Ivy slipped her hand into his, grasping his thumb as she turned her face into his palm. Geez, his hand was big. Like the rest of him. “Thank you. For that. For your help today. Casey thinks you walk on water, you know. You’ve always been a hero to her—you’ve always been a hero to me. Even when you didn’t find me.”
 

“Ivy….”

She shrugged. “It’s okay, Kit. It is what it is.” She turned toward the house. Casey was waiting for word of her punishment. She looked back at him. “I’m going to go talk to Casey, unless you’d rather I wait for you?”

“No. Go ahead. I’ll come down after I talk to Owen.”

Kit watched her leave, still stunned by the revelation that the two females he loved the most in the world held him in such high regard. Despite everything he’d done—or not done. He switched his comm’s mic on. “Hey, Greer. Where’s Owen?”

“In the den.”

“Thanks.” And fuck. He’d probably watched the whole scene that had just transpired since the den’s French doors opened onto the same patio as the other public rooms. The man wasn’t used to dealing with a teenage girl. None of them were. He was surprisingly sanguine about the changes happening to the team. The women living with them. The kids. The pets. The civilian chaos.
 

Kit wondered, not for the first time, what Owen’s private life was like. If he had family, a woman somewhere. Hopes or dreams or needs. The man kept to himself. A human black hole.

He knocked on the patio door to the den, then entered. Owen was leaning back in the desk chair, facing the patio. His legs were spread open, his hands folded in his lap. He looked up at Kit and lifted a brow. Bastard didn’t even pretend he hadn’t been watching.

“I need a favor,” Kit said. Owen didn’t speak, just waited under that curved brow for the coming request.

“I need to put a couple of guards out at Casey’s summer camp.”

“Okay.”

“You got anyone I could use?”

“When and for how long?”

“Next week. For a month.”

“Done. I have some guys who could use a break. You’re covering their salaries. I’ll take care of getting them there.”

Kit grinned. “Thanks, man. You just made my daughter one happy kid.”

Owen nodded. “I live to serve.” He turned back to the desk, dismissing Kit.

Kit was almost to the hallway door when Owen stopped him with a question. “Kit—why this woman? Why her and not another?”

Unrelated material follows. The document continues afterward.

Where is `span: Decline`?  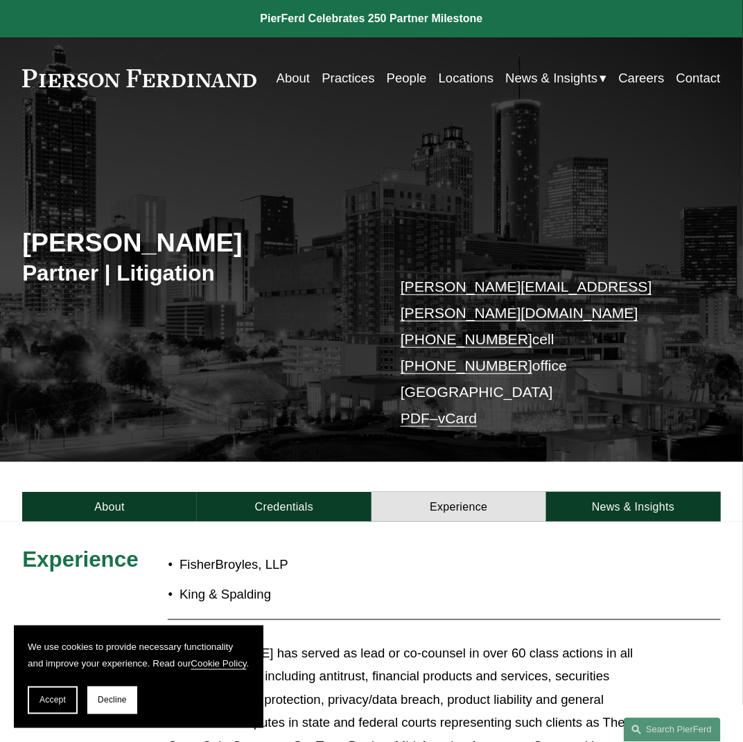
span: Decline is located at coordinates (112, 700).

Kit turned back to his boss. “Why Ivy?”

Owen nodded.

“You wouldn’t believe it.”

“Try me.”

Kit studied him, wondering where the question was coming from. He glanced outside, across the patio, into the sun-drenched field as he searched for the right answer. Owen’s question was serious and deserved an honest answer. “Because every time I look at her and think about not being with her, I feel a pain like a fist in my chest. She stood alone against the world and protected our daughter. She taught her to be strong and self-sufficient. Not every mother does that—not with so much stacked against her. She’s a warrior in her own way, and I admire that.”

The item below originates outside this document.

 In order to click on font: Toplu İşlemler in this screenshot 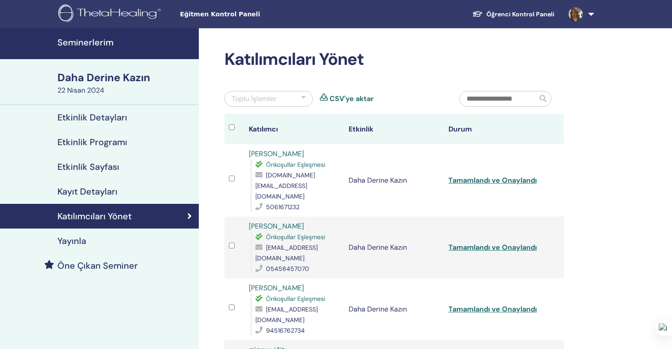, I will do `click(254, 98)`.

Owen studied him. “You love her.”

Kit shook his head. “That barely describes what I feel. It’s more like a starving man standing by a buffet table, a drowning man handed a lifeline. Without her, I’ll not only have a complete failure to thrive, but I’ll likely die.”

“I envy you. Rocco and Blade, too. I don’t think I’ll ever have what you three do.” He leaned back in his chair.
 

Kit held Owen’s gaze. He nodded once. “You know, that sounds like a challenge. I bet the girls know someone they could set you up with.” He grinned at his boss.

Owen gave a halfhearted laugh. “Yeah. No, thanks. Females take a look at me and run the other way.”

“Right. So you’re sticking with cold water.”

“That I am. And lots of it.”

They shared a laugh, only because it was better than looking at the dark side of that statement. “Thanks, Owen.”